Every year, I make a list of predictions and score last year’s predictions. 2020 is a year that defines the long tail events, twelve months in which black swan after black swan event seemed to hit the press. Each morning I held my breath as I checked the news wondering what headline could top yesterday’s bombshell.
Here are my predictions for 2021
- Working remotely for a year changes how we work forever. Meeting in person remains important for advancing careers, critical meetings, and team cohesion, but the days of the 9-5 daily commute from Monday through Friday are gone for most knowledge workers. Two days per week in the office? Three days per week in the office? Working remotely for a quarter instead of taking 20 days vacation? I’m not sure where it will settle, but working patterns won’t return to pre-2020 behaviors.
- 2020 becomes the decade of data. The 2010s were the decade of software and SaaS, the era when Salesforce become the first SaaS company to sail past the $100B market cap mark. The 2020s will be the era of data companies boosting massive markets. Database startups, data movement startups, data quality startups, data lineage startups, machine learning startups will be the zeitgeist of the decade as they shape the next wave of massive innovation.
- M&As and IPOs continue at torrid rates. The stated long term, low interest rate policy of the Fed maxes out DCF models, whipping a frenzy around high growth companies. The merry retail investors using Robinhood bolster the passive investment wave, and their market-shaping forces sustain stratospheric multiples in the public markets. Acquirers, emboldened by higher stock prices, brace themselves and outbid each other with premium multiples for high-growth startups.
- Blockchain technologies become mainstream driven by the adoption of national reserve banks. The US Dollar continues its decline as the global currency of trade. In response, other national reserve banks introduce Blockchain based currency creation and control systems.
- Product-led growth becomes the standard GTM for software and infrastructure companies. The path to the enterprise starts in the mid-market which builds a strong foundation for serving the largest customers in the world. More companies adopt the idea of qualifying buyers through a product embracing the benefits of product-led growth including faster sales cycles, greater ARR per employee, and quicker account expansion make PLG the dominant GTM strategy.
Scoring last year’s predictions:
- The direct listing becomes the standard path to IPO. Wrong. Most high-profile IPOs have followed the standard procedure, rather than direct listings. The IPO market hasn’t been this hot since at least 2012, but likely since the dot-com era. And IPOs represented the largest share of venture-backed exits in dollar terms in the last decade.
- The M&A market continues to surge. Sort-of. 2020 venture-backed M&A volumes are basically the same as 2019, but I think the spirit of my prediction suggested 2020 would eclipse 2020, which it hasn’t.
- Distributed work becomes the norm. Correct, but not for the reasons I anticipated. I thought the remote trend would be a powerful recruiting advantage; I didn’t foresee a global pandemic obligating companies to work remotely.
- Public software multiples remain at elevated levels. Dead on. Current forward multiples have set records. Companies with greater than 30% annual growth trade at 25x forward revenue, a figure that would have been met with unadulterated incredulity five years ago.
- The fundraising environment remains strong. Correct. 2020 could be the best yer ever for startups. 2021 could be even better, particularly since fundraising momentum is now a global phenomenon. European and Asian startups enjoy fundraising markets with seemingly insatiable demand for growth, paralleling the US market.
So, 3.5 of 5 in 2020, which is pretty good! I hope everyone has a great end of the year. If you have other predictions, please send me a tweet. I’d love to hear them.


Find and copy every line in the records that includes the string "figure".

___ DATA EXCERPTS

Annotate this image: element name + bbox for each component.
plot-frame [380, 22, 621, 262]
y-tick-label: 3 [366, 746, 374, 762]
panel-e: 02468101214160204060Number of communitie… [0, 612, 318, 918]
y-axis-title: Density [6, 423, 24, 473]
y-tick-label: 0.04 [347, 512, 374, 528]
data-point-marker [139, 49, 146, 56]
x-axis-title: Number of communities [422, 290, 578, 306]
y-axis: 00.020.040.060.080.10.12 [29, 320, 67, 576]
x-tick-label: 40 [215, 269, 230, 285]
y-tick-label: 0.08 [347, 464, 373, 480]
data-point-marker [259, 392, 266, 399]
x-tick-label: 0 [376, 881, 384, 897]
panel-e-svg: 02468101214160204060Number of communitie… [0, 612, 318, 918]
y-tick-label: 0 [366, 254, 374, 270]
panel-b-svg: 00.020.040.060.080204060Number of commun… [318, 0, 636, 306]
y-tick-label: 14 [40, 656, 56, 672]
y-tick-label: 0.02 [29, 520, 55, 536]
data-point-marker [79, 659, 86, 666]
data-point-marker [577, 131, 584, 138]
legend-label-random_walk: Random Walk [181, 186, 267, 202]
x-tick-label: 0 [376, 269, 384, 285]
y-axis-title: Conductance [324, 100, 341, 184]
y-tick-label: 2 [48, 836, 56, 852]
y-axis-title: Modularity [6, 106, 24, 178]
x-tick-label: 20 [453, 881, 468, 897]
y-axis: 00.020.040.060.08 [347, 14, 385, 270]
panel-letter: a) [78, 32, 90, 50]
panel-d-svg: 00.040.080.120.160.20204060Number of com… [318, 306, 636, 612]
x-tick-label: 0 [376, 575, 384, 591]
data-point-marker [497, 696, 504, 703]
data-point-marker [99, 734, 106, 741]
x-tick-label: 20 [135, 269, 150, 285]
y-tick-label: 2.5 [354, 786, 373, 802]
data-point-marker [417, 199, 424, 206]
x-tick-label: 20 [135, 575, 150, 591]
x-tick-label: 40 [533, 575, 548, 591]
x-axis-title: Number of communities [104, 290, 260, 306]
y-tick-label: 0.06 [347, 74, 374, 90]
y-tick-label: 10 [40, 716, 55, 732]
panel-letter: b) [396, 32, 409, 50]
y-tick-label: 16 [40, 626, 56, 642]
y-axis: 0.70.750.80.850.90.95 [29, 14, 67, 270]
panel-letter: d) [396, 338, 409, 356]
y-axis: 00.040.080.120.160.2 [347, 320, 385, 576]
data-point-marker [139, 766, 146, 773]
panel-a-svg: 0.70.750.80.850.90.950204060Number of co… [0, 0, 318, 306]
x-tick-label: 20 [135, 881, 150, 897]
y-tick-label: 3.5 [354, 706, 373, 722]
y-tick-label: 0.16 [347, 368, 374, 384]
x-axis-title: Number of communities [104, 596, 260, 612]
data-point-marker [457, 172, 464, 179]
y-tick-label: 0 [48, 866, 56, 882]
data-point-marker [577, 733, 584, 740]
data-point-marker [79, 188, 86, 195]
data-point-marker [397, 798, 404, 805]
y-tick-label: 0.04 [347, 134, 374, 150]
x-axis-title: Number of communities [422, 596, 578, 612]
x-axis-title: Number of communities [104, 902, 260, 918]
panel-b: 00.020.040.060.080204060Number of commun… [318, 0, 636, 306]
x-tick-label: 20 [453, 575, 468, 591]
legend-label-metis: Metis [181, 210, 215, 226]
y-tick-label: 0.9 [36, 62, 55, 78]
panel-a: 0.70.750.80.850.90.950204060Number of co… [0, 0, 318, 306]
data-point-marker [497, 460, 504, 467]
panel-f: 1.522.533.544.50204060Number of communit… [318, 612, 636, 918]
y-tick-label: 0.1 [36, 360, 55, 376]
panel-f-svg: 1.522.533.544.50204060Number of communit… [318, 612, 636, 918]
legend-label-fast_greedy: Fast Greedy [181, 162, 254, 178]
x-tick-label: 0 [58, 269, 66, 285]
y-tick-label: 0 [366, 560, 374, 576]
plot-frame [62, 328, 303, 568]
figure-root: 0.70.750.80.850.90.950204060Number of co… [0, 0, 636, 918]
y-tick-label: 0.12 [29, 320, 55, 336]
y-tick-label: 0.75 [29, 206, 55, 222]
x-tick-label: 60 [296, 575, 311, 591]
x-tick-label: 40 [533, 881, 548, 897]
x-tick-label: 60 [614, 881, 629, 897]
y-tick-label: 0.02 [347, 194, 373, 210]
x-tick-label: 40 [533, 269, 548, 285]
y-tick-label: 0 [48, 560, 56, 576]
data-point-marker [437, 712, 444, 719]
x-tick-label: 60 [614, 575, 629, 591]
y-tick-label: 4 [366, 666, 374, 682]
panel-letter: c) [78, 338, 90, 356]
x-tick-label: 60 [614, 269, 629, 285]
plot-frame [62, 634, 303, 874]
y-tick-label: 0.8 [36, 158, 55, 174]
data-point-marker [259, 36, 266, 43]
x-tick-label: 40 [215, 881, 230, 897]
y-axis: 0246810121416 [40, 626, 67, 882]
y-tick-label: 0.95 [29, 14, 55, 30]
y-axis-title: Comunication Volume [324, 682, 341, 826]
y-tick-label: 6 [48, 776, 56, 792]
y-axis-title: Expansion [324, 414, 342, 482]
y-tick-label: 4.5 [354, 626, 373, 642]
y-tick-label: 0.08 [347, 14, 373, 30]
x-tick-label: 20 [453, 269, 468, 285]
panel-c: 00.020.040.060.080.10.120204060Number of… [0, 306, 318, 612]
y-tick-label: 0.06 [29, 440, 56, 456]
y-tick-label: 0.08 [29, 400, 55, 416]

______
___ DATA EXCERPTS

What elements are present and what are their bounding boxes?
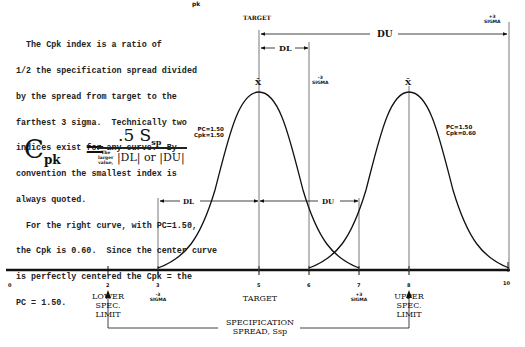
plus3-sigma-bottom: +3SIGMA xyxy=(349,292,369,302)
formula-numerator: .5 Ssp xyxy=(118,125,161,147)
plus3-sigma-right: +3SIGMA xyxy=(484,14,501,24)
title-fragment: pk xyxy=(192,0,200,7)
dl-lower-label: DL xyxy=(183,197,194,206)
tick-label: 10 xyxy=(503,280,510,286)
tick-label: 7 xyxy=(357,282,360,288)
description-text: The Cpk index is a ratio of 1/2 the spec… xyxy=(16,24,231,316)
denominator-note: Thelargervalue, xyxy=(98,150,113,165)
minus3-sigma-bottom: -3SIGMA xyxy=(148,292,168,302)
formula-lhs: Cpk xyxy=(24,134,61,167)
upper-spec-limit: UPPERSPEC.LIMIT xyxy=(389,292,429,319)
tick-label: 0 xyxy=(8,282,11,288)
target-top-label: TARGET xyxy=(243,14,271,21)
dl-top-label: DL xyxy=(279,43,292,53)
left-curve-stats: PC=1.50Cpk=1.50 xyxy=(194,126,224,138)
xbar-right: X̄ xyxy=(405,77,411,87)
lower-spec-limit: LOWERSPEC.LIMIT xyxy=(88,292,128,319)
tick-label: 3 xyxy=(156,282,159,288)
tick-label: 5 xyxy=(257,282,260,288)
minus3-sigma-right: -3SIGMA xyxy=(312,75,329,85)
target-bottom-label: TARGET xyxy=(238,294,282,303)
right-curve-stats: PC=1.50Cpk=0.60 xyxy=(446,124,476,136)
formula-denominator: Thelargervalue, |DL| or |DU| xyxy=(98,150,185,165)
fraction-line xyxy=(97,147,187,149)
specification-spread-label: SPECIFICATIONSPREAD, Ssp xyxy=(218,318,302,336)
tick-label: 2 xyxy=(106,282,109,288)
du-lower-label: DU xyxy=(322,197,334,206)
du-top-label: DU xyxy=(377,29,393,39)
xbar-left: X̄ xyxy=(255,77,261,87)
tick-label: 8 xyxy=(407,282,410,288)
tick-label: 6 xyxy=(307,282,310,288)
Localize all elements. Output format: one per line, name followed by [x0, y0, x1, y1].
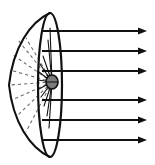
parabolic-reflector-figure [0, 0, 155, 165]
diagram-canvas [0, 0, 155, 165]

______

- [OUTPUT]:
figure-root: 0.70.750.80.850.90.950204060Number of co… [0, 0, 636, 918]
parabolic-reflector-figure [0, 0, 155, 165]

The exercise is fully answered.